Combined with [ADR-0004](https://github.com/mozilla/uniffi-rs/blob/main/docs/adr/0004-only-threadsafe-interfaces.md ) this is the last significant decision to be made on the path to allowing us to [pass around object instances](mozilla#419).
The context for this is Ryan's [proposal for passing around object instances]( mozilla#419) By ipmlementing `ViaFfi` for `Arc<T>` we get a huge amount of functionality for free - `Arc` wrappers around Objects can suddenly appear in dictionaries and function params, and be returned from functions once we remove the explicit code that disallows it. I kept support for both threadsafe and non-threadsafe interfaces, primarily to avoid touching all the examples. This turned out to be quite easy in general, because obviously `Arc<T>` ends up getting support for `Arc<Mutex<T>>` for free. The mutex semantics for using these as params etc is almost certainly going to do the wrong thing - eg, acquiring a mutex when the object is passed as a param is going to end in tears at some stage. It's also incomplete (needs docs, kotlin tests for the new test cases, swift hasn't been touched at all, etc)

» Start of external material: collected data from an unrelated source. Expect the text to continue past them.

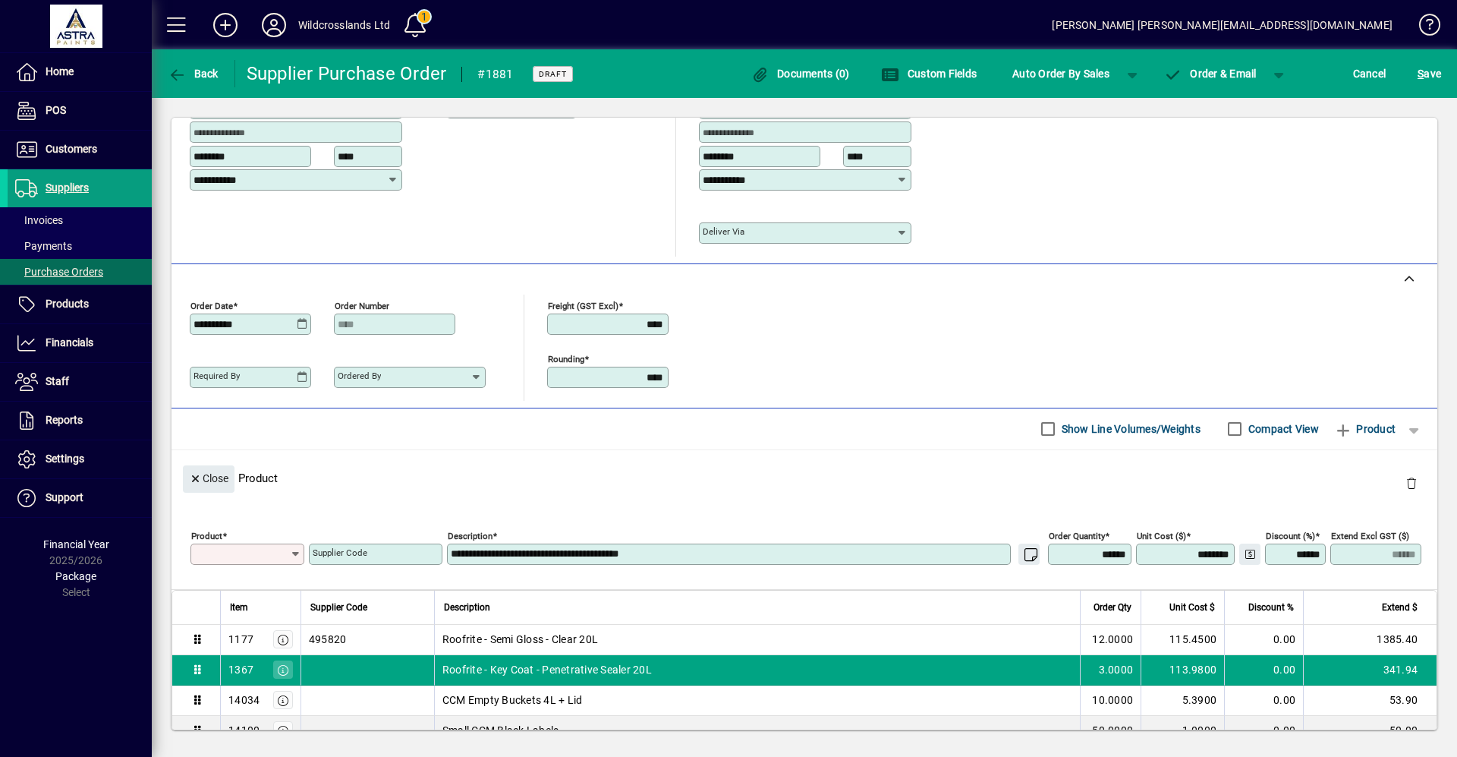 This screenshot has width=1457, height=757. Describe the element at coordinates (929, 74) in the screenshot. I see `button: Custom Fields` at that location.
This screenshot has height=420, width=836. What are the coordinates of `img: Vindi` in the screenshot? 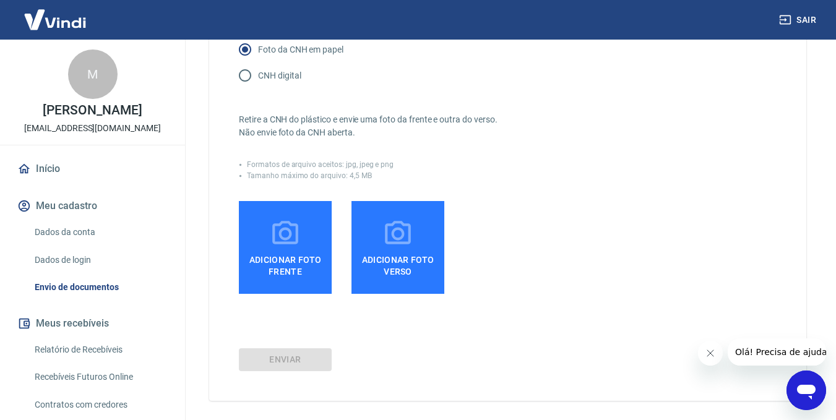 It's located at (55, 19).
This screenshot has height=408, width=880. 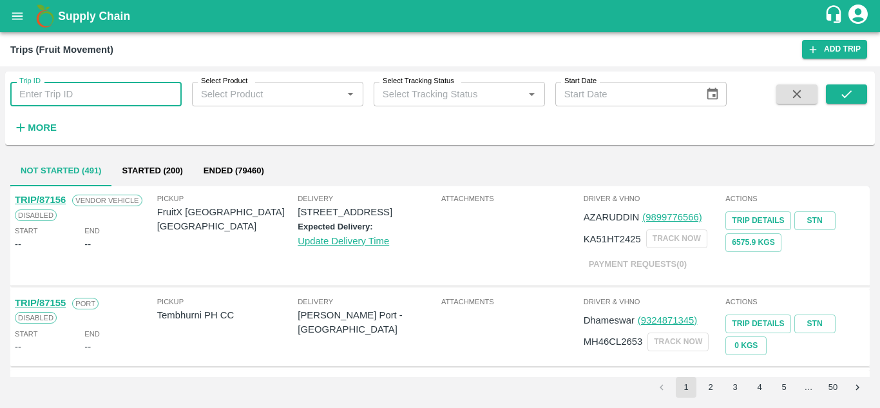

The context for this is Ryan's [proposal for passing around object instances]( mozilla#419) By ipmlementing `ViaFfi` for `Arc<T>` we get a huge amount of functionality for free - `Arc` wrappers around Objects can suddenly appear in dictionaries and function params, and be returned from functions once we remove the explicit code that disallows it. I kept support for both threadsafe and non-threadsafe interfaces, primarily to avoid touching all the examples. This turned out to be quite easy in general, because obviously `Arc<T>` ends up getting support for `Arc<Mutex<T>>` for free. The mutex semantics for using these as params etc is almost certainly going to do the wrong thing - eg, acquiring a mutex when the object is passed as a param is going to end in tears at some stage. It's also incomplete (needs docs, kotlin tests for the new test cases, swift hasn't been touched at all, etc)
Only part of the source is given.